THE world is watching as votes are being counted in the United States, with incumbent President Donald Trump of the Republican party hanging on for dear life because the challenger, Joe Biden of the Democrats, is leading. The latest tally is that Biden leads with 264 votes against Trump’s 214. The electoral votes tally needed to be elected president is 270. The official announcement on the final results of the elections may have to wait for a few more hours, or possibly even days, because of the deluge of mail-in ballots that need to be counted.
Even if we have 2 to 3 million Filipinos and Filipino immigrants in the US, whoever will win in the current presidential elections will have little bearing on the Philippines, as US foreign policy about PH and Southeast Asia had been stable.
President Duterte had been heard before as endorsing another Trump administration, perhaps because he sees several similarities in his own position on issues and Trump’s, such as about the Paris Climate Change Agreement. In the run-up to the elections, however, Duterte had been quiet.
‘…perennial critics of President Duterte in the Philippines like to equate the expected electoral ouster of Trump to their dream of ousting Duterte from office, and they are now all over social media touting this message.’
One of the issues that weigh heavily on the US foreign policy index is its China policy, and on this one particular item, the Philippines necessarily is attached. In recent months, President Trump had been combative with China, imposing stringent tariffs on imports from China, which badly hurt American businessmen and consumers more than it did the Chinese. US manufacturers who lost revenues and American workers who lost their jobs in the process resented their President’s unpopular trade war, the reason perhaps Biden is leading the race.
A Trump victory means a continuation of the “trade war,” “tech war” and decoupling he had waged the past four years. If Biden wins, however, more sanguine policies concerning China may be expected. James Traub, a fellow at New York University’s Center on International Cooperation, wrote: “Biden has simply learned that beating up on China has become a cost-free way to prove your toughness… (but) He and his advisors recognize that they will not make progress on transnational issues like climate change or pandemics without the active engagement of the world’s biggest economy.”
Trump’s propensity to ramp up criticisms and disagreements with China is now met with the nascent movement in America which calls itself, “No Cold War.” The movement has a statement soliciting signatures from all over the world titled, “A New Cold War against China is against the interests of humanity.” Fourteen groups make up the No Col War movement, mostly peace and anti-war organizations but with global memberships.
The group calls out the US under Trump to step back from this threat of a Cold War and other dangerous threats to world peace such as withdrawal from the Intermediate-Range Nuclear Forces agreement, withdrawal from the Paris Climate Change Accords, and its increasing disengagement from UN bodies. The US should also stop pressuring other countries to adopt such dangerous positions, they said.
An election victory by Biden will sort of reverse these policies of the Republican party. While this may be good for the Americans, the perennial critics of President Duterte in the Philippines like to equate the expected electoral ouster of Trump to their dream of ousting Duterte from office, and they are now all over social media touting this message. These people cannot wait for the next Philippine presidential elections in 2022 and would even want Duterte to prematurely end his term. They are dreaming, of course.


**What is required**
Copy every line of the entries that includes the word "empty".

+++ Provided records

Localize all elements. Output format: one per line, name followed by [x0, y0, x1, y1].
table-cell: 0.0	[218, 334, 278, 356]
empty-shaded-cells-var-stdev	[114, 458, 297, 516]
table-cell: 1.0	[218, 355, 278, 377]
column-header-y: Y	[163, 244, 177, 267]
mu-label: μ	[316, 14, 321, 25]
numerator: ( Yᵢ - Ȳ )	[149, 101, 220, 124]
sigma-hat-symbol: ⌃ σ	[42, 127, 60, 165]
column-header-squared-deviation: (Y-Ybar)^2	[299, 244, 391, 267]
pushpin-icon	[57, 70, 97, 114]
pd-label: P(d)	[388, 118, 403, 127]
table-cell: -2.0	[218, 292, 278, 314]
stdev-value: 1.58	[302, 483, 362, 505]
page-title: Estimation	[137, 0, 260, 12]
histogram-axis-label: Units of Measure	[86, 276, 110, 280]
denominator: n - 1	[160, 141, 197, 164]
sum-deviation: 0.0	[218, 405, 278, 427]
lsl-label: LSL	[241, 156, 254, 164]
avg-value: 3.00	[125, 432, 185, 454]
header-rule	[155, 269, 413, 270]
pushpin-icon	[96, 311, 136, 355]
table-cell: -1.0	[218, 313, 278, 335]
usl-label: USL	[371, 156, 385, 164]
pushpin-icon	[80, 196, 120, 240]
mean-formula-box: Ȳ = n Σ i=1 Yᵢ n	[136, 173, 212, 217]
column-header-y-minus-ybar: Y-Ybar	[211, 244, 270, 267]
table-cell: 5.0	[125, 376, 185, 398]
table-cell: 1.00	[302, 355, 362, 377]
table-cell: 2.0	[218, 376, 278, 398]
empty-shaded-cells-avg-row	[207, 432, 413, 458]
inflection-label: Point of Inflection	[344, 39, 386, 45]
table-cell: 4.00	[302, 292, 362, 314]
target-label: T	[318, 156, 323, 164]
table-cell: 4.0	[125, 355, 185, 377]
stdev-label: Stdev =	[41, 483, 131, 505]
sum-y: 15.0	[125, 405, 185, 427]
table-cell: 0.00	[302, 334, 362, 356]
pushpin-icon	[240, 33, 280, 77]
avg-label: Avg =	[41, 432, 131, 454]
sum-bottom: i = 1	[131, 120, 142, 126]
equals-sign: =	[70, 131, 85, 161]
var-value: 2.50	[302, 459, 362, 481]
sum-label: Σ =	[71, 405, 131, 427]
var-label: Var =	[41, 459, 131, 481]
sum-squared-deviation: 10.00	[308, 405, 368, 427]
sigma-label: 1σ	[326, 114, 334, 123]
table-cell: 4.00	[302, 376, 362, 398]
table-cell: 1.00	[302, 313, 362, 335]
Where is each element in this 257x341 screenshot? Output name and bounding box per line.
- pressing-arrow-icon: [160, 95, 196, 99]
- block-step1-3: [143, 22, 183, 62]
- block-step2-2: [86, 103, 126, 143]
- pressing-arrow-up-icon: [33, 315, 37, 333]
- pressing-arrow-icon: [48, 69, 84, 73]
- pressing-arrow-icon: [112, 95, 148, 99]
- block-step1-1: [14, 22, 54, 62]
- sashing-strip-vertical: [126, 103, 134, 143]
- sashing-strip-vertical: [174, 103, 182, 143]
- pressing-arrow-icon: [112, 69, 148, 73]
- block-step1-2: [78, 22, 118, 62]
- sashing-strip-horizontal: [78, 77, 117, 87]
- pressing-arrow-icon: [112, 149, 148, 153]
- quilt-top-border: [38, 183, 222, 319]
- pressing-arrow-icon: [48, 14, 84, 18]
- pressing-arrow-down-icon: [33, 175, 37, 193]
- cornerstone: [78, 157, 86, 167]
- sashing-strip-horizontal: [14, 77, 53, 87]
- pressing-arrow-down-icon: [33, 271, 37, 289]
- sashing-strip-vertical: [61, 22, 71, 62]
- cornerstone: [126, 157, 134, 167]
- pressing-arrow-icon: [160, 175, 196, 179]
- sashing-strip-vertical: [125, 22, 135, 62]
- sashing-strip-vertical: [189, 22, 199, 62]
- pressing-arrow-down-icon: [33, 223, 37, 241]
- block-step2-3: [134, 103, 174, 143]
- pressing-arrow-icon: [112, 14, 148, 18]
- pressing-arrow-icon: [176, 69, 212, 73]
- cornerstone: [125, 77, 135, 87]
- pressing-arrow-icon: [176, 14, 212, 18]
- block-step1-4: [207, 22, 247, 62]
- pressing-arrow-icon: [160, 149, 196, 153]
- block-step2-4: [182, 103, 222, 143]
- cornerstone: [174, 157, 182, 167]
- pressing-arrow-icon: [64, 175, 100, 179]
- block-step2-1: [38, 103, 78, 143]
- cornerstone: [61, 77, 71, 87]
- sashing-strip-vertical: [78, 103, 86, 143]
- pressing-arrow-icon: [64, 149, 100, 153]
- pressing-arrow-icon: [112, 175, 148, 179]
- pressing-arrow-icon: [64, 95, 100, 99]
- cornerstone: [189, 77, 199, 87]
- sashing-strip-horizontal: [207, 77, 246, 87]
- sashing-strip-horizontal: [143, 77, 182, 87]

++++++

**Result**
empty-shaded-cells-var-stdev	[114, 458, 297, 516]
empty-shaded-cells-avg-row	[207, 432, 413, 458]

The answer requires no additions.